‘Branded to Kill’: the most surreal yakuza movie ever made

As far as the cinema of Japan goes, it’s clear that there are two genres that dominate the country’s cultural consciousness: the samurai and the yakuza film. Of course, Japan has thrown us countless moving dramas over the years, but Japanese cinema has always managed to detail traditions old and new throughout its rich and enigmatic history.

In terms of the yakuza film, we, of course, think of the likes of Kinji Fukasaku’s Battles Without Honor and Humanity, Takeshi Miike’s Dead or Alive and Ichi the Killer, and several works by Takeshi Kitano, including Sonatine and Hana-bi. However, one ought not to forget the surreal brilliance of Seijun Suzuki’s 1967 yakuza classic Branded to Kill.

Starring Joe Shishido, Koji Nanbara, Annu Mari and Mariko Ogawa, Branded to Kill tells the story of Goro Hanada, an unconventional hitman with a fetish for the smell of boiled rice.
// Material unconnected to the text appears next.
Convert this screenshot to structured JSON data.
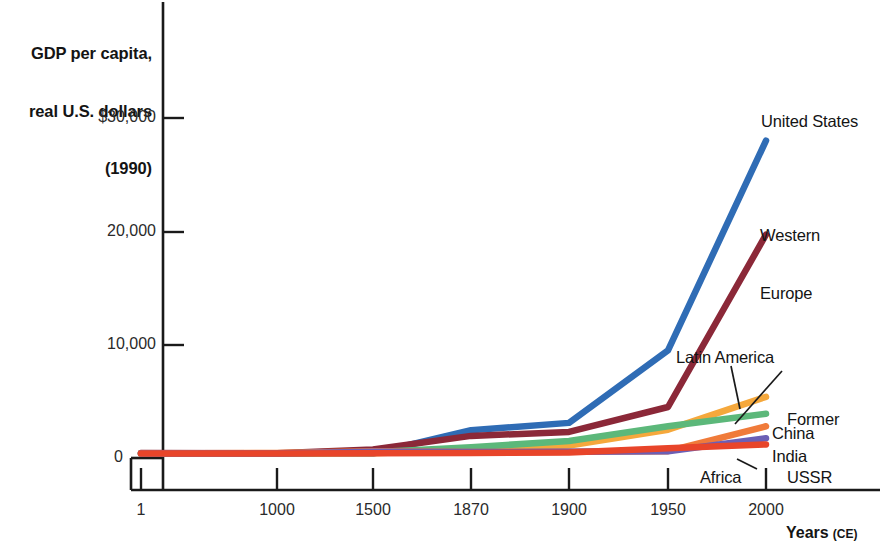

Hanada is initially hired by a strange woman called Misako to take on a seemingly impossible contract, and when the mission naturally ends in failure, the assassin is hunted down by the enigmatic Number One Killer, leading to a descent into surreal insanity.

Suzuki had originally been handed a pretty banal B-movie script for Branded to Kill, but after taking on the film, he infused it with some truly unique images and narrative plot points along with his collaborators. What arrived was a movie doused in satire and surrealism, and even though it was poorly received on both a critical and commercial basis, Branded to Kill ended up becoming a masterpiece of absurdist cinema, admired by many directors on a global scale.

While a failed hit is certainly a trope of the crime and yakuza genres, Suzuki gave his film a surreal visual edge that largely overshadowed whatever basis the criminal enterprise of the story originally has. With inventive filmmaking techniques, by the 1960s’ standards, such as abrupt cuts and bizarre imagery, Branded to Kill appears like an illogical fever dream, with a high-contrast black-and-white style amplifying not only a noir aesthetic but an overburdened sense of surreal tension.

Branded to Kill barely seems understandable, which inevitably led to Suzuki being blacklisted from making another film for a decade following his dismissal from production company Nikkatsu and a subsequent lawsuit. So in terms of it being a yakuza flick and following the accepted themes of revenge, redemption and honour, Branded to Kill is an utter failure. However, as a masterpiece of surrealism, it’s an undoubted winner, championed by the likes of Jim Jarmusch, John Woo and Quentin Tarantino.

The film is like a Takeshi Kitano movie if it was made by David Lynch during his most introspective nightmare, which can be no bad thing if you’re really in the mood. The characters all possess their own strange, unique quirks: for Hanada, it’s his boiled rice fetishist obsession; for Misako, it’s her love for the nature of death and imagery of a genuine grotesque quality.

As the boundaries of reality are broken and Hanada descends further into madness as he escapes the clutches of Killer Number One, Suzuki delivers a fragmented narrative that has an audience also question their own grip on their sanity. In doing so, the Japanese director transcended the yakuza film genre and delivered everything that a surrealist piece of cinema ought to be instead.